Pennsylvania
The Pennsylvania Office of Child Development and Early Learning partners with parents, schools, child care providers, early-intervention programs, Head Start, libraries, community organizations, and other stakeholders in order to provide Pennsylvania’s youngest children with a high-quality early childhood education system. Private partners also play a key role in ensuring that children have access to the highest quality of care in the early years. Seven Pennsylvania foundations joined together to build a coalition and to fund the Pre-K for PA campaign to expand access to preschool for all three- and four-year-old children in the state under 300 percent of the federal poverty level.

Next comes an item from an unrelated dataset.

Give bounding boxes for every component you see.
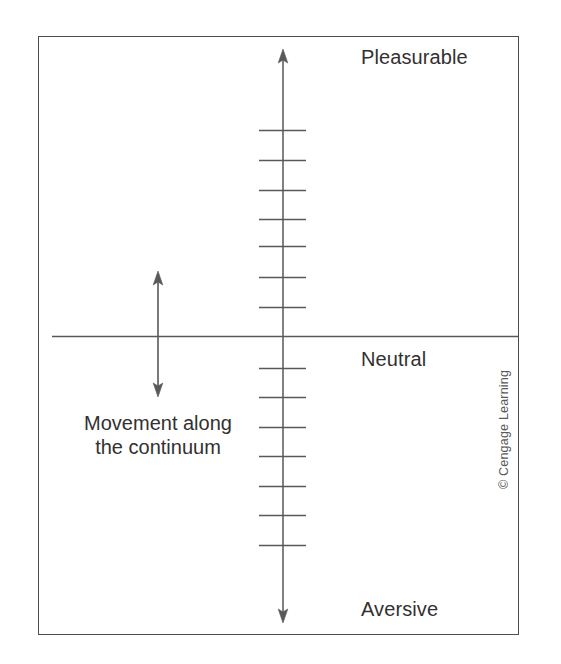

The campaign achieved an interim victory in July of 2014 when the state increased preschool funding by $10 million (an 11.5 percent increase), which will result in 1,670 additional children served. The state partnered specifically with the American Academy of Pediatrics and United Way in drafting their 2014 Infant, Toddler, and Pre-kindergarten Standards. It sets high standards for programs and professionals, and then gives programs the support they need in order to meet those standards, in terms of accountability. Pennsylvania has also released detailed reports to gauge the level at which their early childhood centers are operating, detailing both the risk and reach of the Keystone Stars program, showing that more than one-third of the state’s children under age five participate in some sort of state or federally funded early education program.